Good day, how i can upload image/photo on method answerInlineQuery in parameter 'article'? how it' work on #imdb bot:
Because when i send image in parameter 'message_text' it's not always loaded.
That image from your example was grabbed from the link included in message.
You can set parse_mode=HTML and make a link to your image around unbreakable space like this:
Related
I wish to add this effects in MoviePy:
clip = clip.fx( vfx.colorx, 2.5) clips.append(clip)
to a local already-edited video instead of pulling the video from the internet.
Applying the effects will make the video unique to get around YouTube’s Content ID.
Here is where I learnt about this method: https://youtu.be/AGD-alltz6g
I removed the YouTube links from the code the YouTube guy wrote and added the local file path (“C:\Users\My PC\Videos\Video Name”) of my preferred video, but nothing worked.
Could you help me, please?
I need to programmatically get an image of a Discord embed. Here is an example of the kind of embed I mean.
I want to get an image like that without having to take a screenshot of the application myself.

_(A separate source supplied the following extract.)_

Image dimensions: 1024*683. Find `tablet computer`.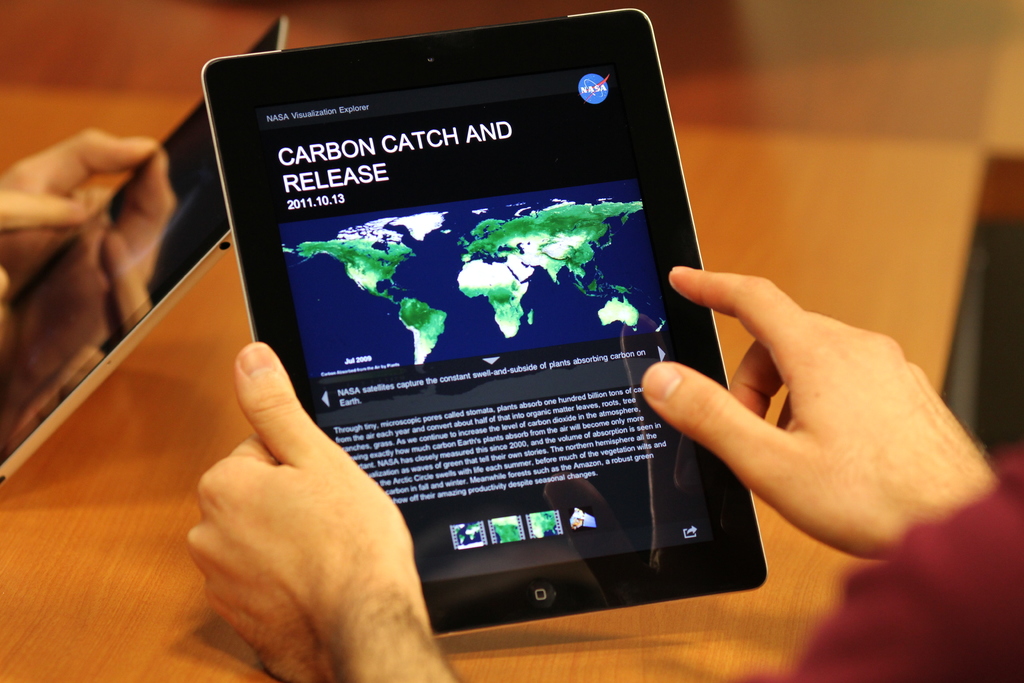
pyautogui.locateOnScreen(201, 8, 768, 639).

I'm hoping there's an easy way to get them, otherwise I may have to generate the images myself. I'm using discord.py.
You can use Message.embeds, then get the embed.image.url from the returned list.

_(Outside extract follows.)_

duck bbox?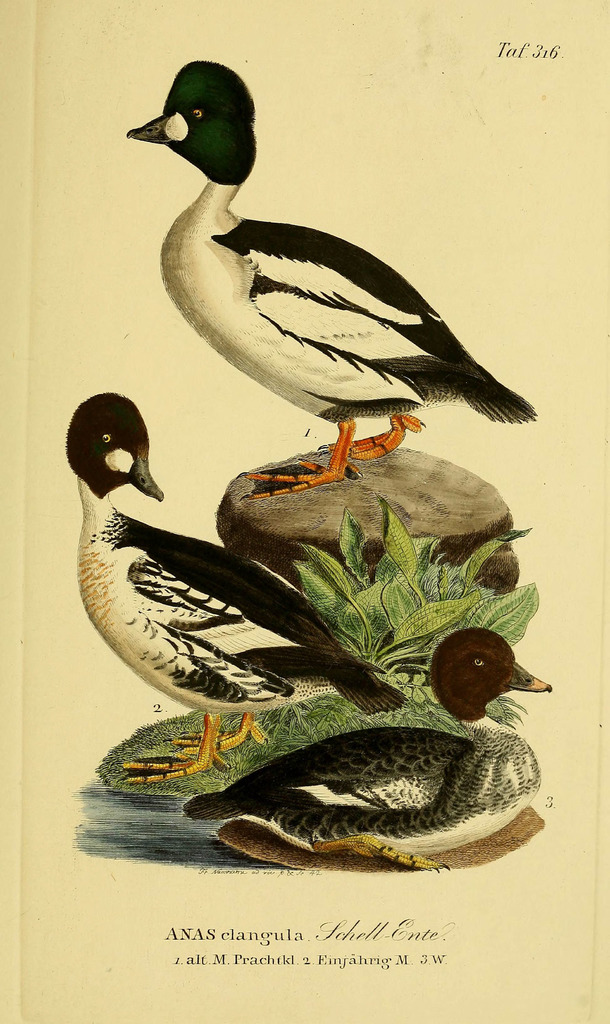
bbox=[74, 395, 407, 794]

For example, if you have a message object, my_message, you can do the following:
image_url = my_message.embeds[0].image.url
(This is assuming you've already got the message object. You can do this a number of ways, e.g. in your on_message event.)
I'm using an api for instagram called instaloader. I'm trying to download 25 pictures from each profile in an array. I tried using get_posts
for post in profile.get_posts():
#download posts
L.download_post(post, target=data_path/p_name)
but this downloads the picture along with all the comments and metadata. I only want to download the pictures because the instagram accounts I'm scraping have too many comments (getting comments isn't the point anyway).
I saw something called download_pic but I have no idea how to use it. I tried using it in my code below and got an error that said "url is not defined".
profile_names = ["kyliejenner", "justinbieber", "instagram"]
for p_name in profile_names:
profile = Profile.from_username(L.context, p_name)
L.download_pic(data_path/p_name, url, mtime, filename_suffix=None, _attempt=1)
Could someone explain to me how to use download_pic (if that's what I'm supposed to be using to only download photo's/videos) and maybe send me to a reliable tutorial?
I was looking for exacly the same thing for some time and I finally found solution:
L.download_pic(FILENAME, POST.url, POST.date_utc)
POST object you can get using e.g. Post.from_shortcode()
POST.url will give you the link for first image in post
POST.date_utc will just grab the date and time from the post (without mtime entered you are not able to download it)
This will download just the picture into folder you want to.
I've been working on something using API.AI to create a Google Action that will send random web comics when asked. I have tried and tried, but so far it doesn't seem like there is a good way to put the image's bytes into the JSON response required for API.AI. I might have missed something along the way, but if anyone knows how this can be accomplished that would be of great help. I have been using python if that helps.
You can get or put images as a response from Api.ai just put url of that image . Here is some useful docs link :
https://docs.api.ai/docs/rich-messages#image
https://docs.api.ai/docs/query#section-message-objects
I'm writing a CLI for a music-media-platform. One of the features is going to be that you can directly play YouTube videos from the CLI. I don't really have an idea of how to do it, but this one sounded the most reasonable:
I'm going to use of those sites where you can download music from YouTube, for example, http://keepvid.com/ and then I directly stream and play this, but I have one problem. Is there any Python library capable of doing this and if so, do you have any concrete examples?
I've been looking, but I found nothing, even not with GStreamer.
You need two things to be able to download a YouTube video, the video id, which is represented by the v= section of the URL, and a hidden field t= which is present in the page source. I have no idea what this t value is, but it's what you need :)
You can then download the video using a URL in the format;
http://www.youtube.com/get_video?video_id=*******&t=*******
Where the stars represent the values obtained.
I'm guessing you can ask for the video id from user input, as it's straightforward to obtain. Your program would then download the HTML source for that video, parse the source for the t value, then download the video using the newly constructed URL.
For example, if you open this link in your browser, it should download the video, or you can use a downloading program such as Wget;
http://www.youtube.com/get_video?video_id=3HrSN7176XI&t=vjVQa1PpcFNM4c8MbEhsnGaNvYKoYERIJ-hK7ErLpUI=
It appears that KeepVid is simply a JavaScript bookmarklet that links you to a KeepVid download page where you can then download the YouTube video in any one of a variety of formats. So, unless you want to figure out how to stream the file that it links you to, it's not easily doable. You'd have to scrape the page returned and figure out which URL you wanted to download, and then you'd have to stream from that URL (and some of the formats may or may not be streamable anyway).
And as an aside, even though they don't have a terms of service specified, I'd imagine that since they appear to be mostly advertisement-supported that abusing their functionality by going around their advertisement-supported webpage would be ethically questionable.